West Side Story

Almost as long as they’ve been able to talk, films have been able to sing and dance. Frequently high-style, often rapturously romantic, most musicals have nonetheless been content to remain light, sophisticated entertainment. Still, there has always been a minority tradition of musicals with more serious intentions. Of these dramatic musicals, West Side Story is among the most powerful.

It was Jerome Robbins who conceived the idea of a Broadway musical about New York street gangs, based on Shakespeare’s Romeo and Juliet. In West Side Story, Montagues and Capulets are transformed into rival gangs, the Jets (local white youths) and Sharks (Puerto Rican immigrants), thus broadening the territory of the musical to include the tragic. But where the conflict of Romeo and Juliet is situated in a fictional family feud, West Side Story derives its power from the blood and dirt of the streets. As Sharks and Jets battle through dance, they’re enacting an all too real social tragedy.

Rightly or wrongly, it was assumed that a musical inspired by Shakespeare and rooted in social conflict was more “mature” than the frivolous entertainments of Broadway and Hollywood. But the “realism” of the Broadway show was a matter of highly stylized evocation of an urban environment made up of painted, sparse backdrops. When the play was being adapted to the screen, such a sketchy suggestion of the surroundings was immediately recognized as insufficient to the material demands of the film image. To succeed as film it was necessary to sense the dance arising out of the sidewalks, that the city itself was giving birth to the music. And yet, despite the film’s realistic texture, as a further contradiction, virtually all of the film was shot on a soundstage—a credit to the heightened, theatrical realitycreated by Robbins, codirector Robert Wise and production designer Boris Leven.

There is a subtle abstraction of decor that extends the emotions of the characters into the surroundings. Stylization transforms an alley fire escape into an oppressive set of details -- laundry hanging on a line, vivid, glistening cobblestones and wan colors that press in on singing lovers by their sheer physicality. Or, a fight between the gangs under a freeway is as red-hot as the hatred of the gang members warring under it.

But it is in the film’s opening sequence that a nearly perfect integration of stylization and reality it achieved. The camera, in a bird’s eye view, moves ever closer to a city playground, finds a group of youths and swoops down as a brawl transforms into a dance. In the ensuing ballet, the film’s drama is complemented by a conflict of temporal, musical and visual rhythms. As the dancers move in sharp, occasionally tortured diagonals, the relationship between their bodies and the surrounding architecture visualizes the abrupt, jagged syncopations of Leonard Bernstein’s music.

The rhythms draw us relentlessly into the tragic love affair between Tony (Richard Beymer), an ex-Jet, trying to make a go at the straight life, and Maria (Natalie Wood), a girl fresh off the boat from Puerto Rico. Maria’s brother Bernardo (George Chakiris) is leader of the Sharks. While the dancing merges architecture and body, the love story is the film’s heart. Tony and Maria’s love is innocent, completely apart from the hatred swirling around them. But that very innocence dooms them: as much as they desire to transcend their surroundings, they are products of their environment—part of it. The more they try to ignore the violence around them, the more irrevocably they are drawn into it.

In this context, it’s hardly surprising that Tony and Maria are given virtually the only lyrical songs in the score by Bernstein and Stephen Sondheim. But while the rest of the cast is denied the poignancy of a song like “One Hand, One Heart,” there are compensations. The Jets get raucous humor in “Officer Krupke” and acrid sensuality in “Cool.” The Puerto Rican characters strut with sassy good-spirits in the show-stopping “America.” And both sides get to explode in the energetic opening ballet and the dance at the gym.

The contrast between love songs and dance numbers also results from the film having been directed by two men. Jerome Robbins brought his dance expertise to the film. Robert Wise (a former editor, whose editing credits include Citizen Kane) brought his knowledge of the percussive form of film editing to enhance the musical experience. While most memorable musical numbers prior to West Side Story are notable for the fluidity of the dancing and camerawork, Wise and Robbins use editing as an extension of the choreography and music. A dancer will throw back her hand and kick out in medium shot, a trombone slides into a downbeat, and there’s a cut to a wider shot as the next verse begins. The cuts underline and punctuate, as much a part of the musical expression as the score and the dancing.

If West Side Story seems too idealistic in an age when gangs murder through the haze of Cracklined nightmare, that’s a perspective only thirty years of urban decline can provide. But it’s a testament to the film’s power that despite our hardened cynicism we can still be drawn into the conflict between Sharks and Jets and want it to be resolved. West Side Story continues to move precisely because of its faint insistence that hope remains possible.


*WHAT THE TASK REQUIRES*.
The answer should hold only the lines from the one containing "guide me to person." through the one containing "I am looking for window." in the entries below, copied exactly, without pictures.

*RECORDS PROVIDED*.
"""

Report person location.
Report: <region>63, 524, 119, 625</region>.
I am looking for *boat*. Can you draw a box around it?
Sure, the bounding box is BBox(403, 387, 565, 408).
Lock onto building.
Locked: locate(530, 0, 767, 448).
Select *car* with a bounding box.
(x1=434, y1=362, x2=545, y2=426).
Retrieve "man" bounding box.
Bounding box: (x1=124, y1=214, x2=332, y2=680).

"""
"""

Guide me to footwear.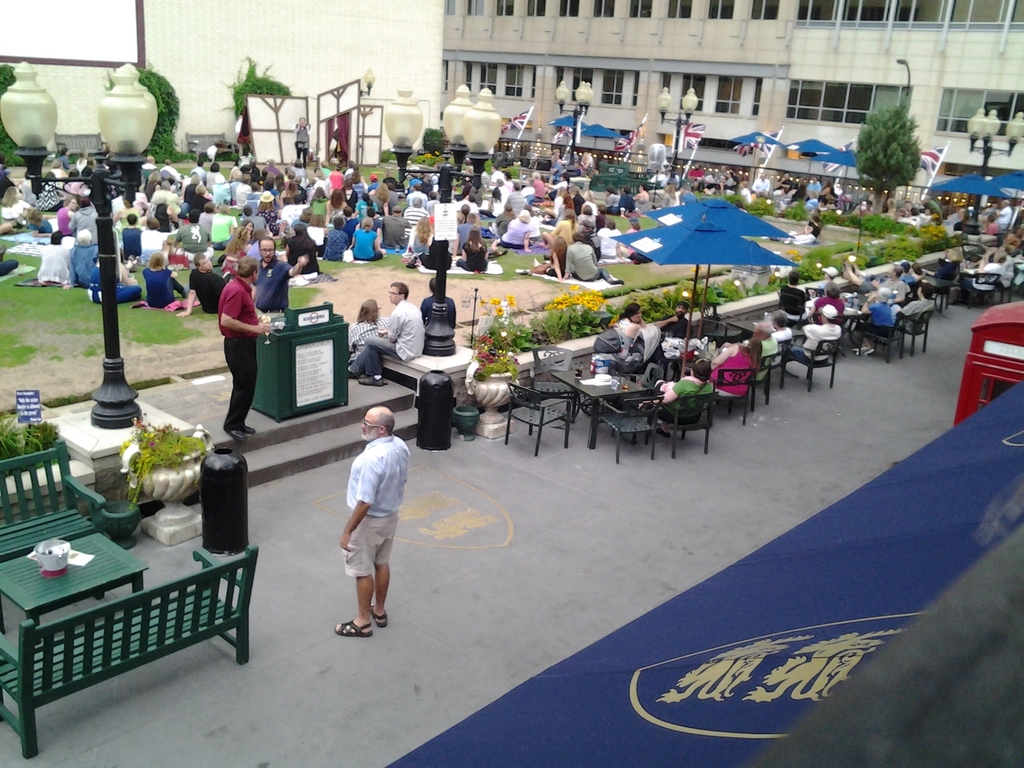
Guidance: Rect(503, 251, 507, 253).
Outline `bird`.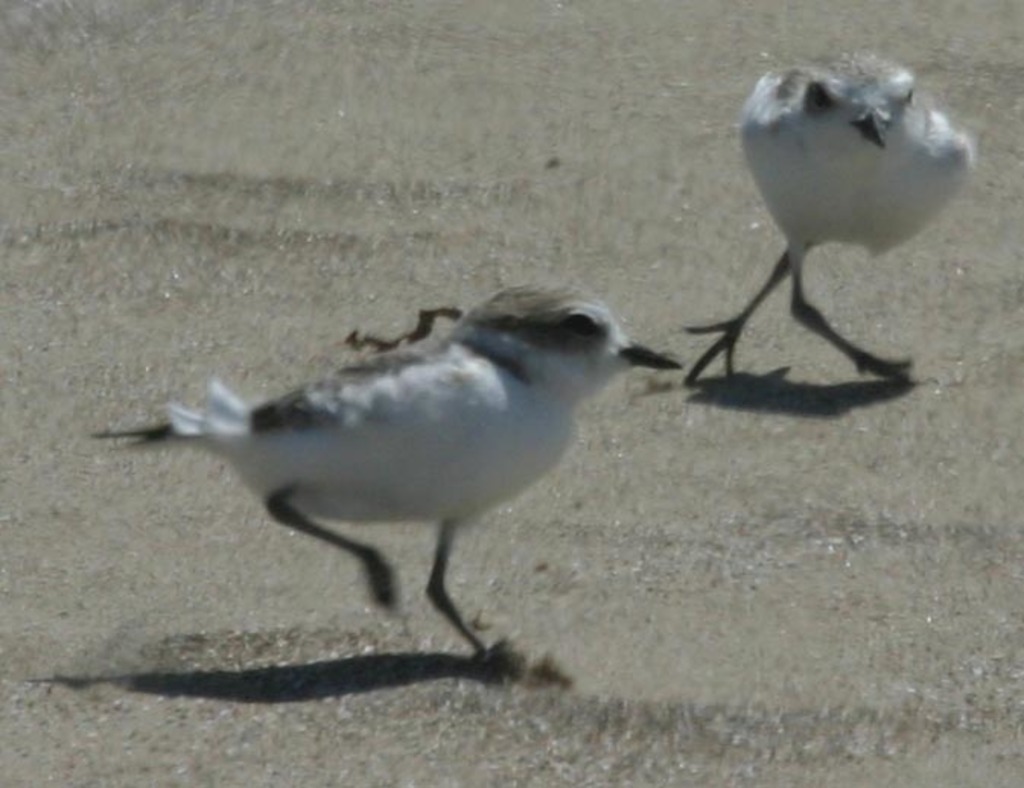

"""
"""

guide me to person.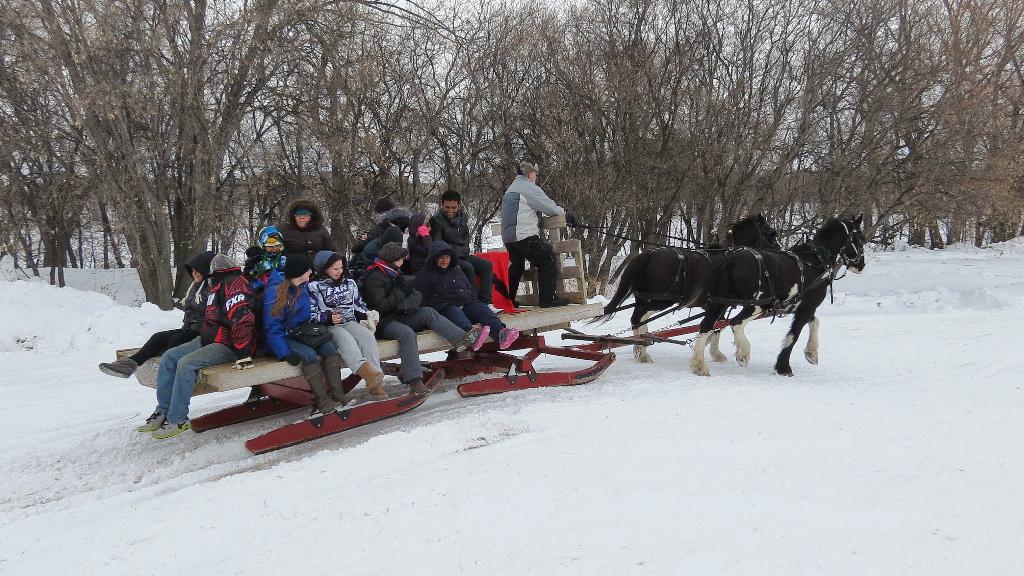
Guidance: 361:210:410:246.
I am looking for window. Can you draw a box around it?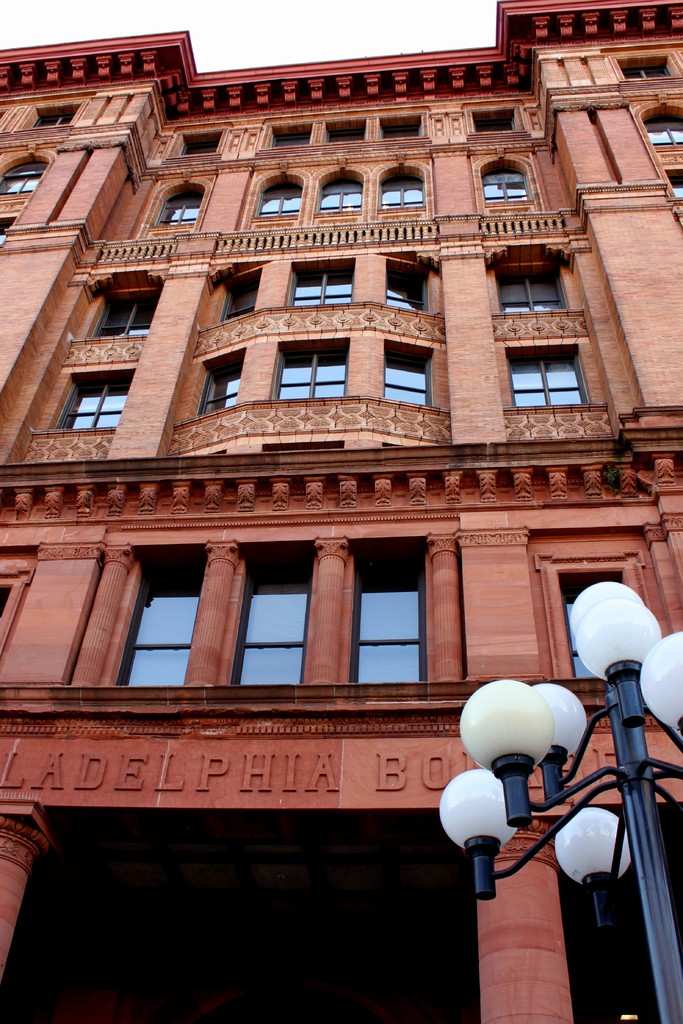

"""

*TASK OUTPUT*.
guide me to person.
Guidance: 361:210:410:246.
I am looking for window. Can you draw a box around it?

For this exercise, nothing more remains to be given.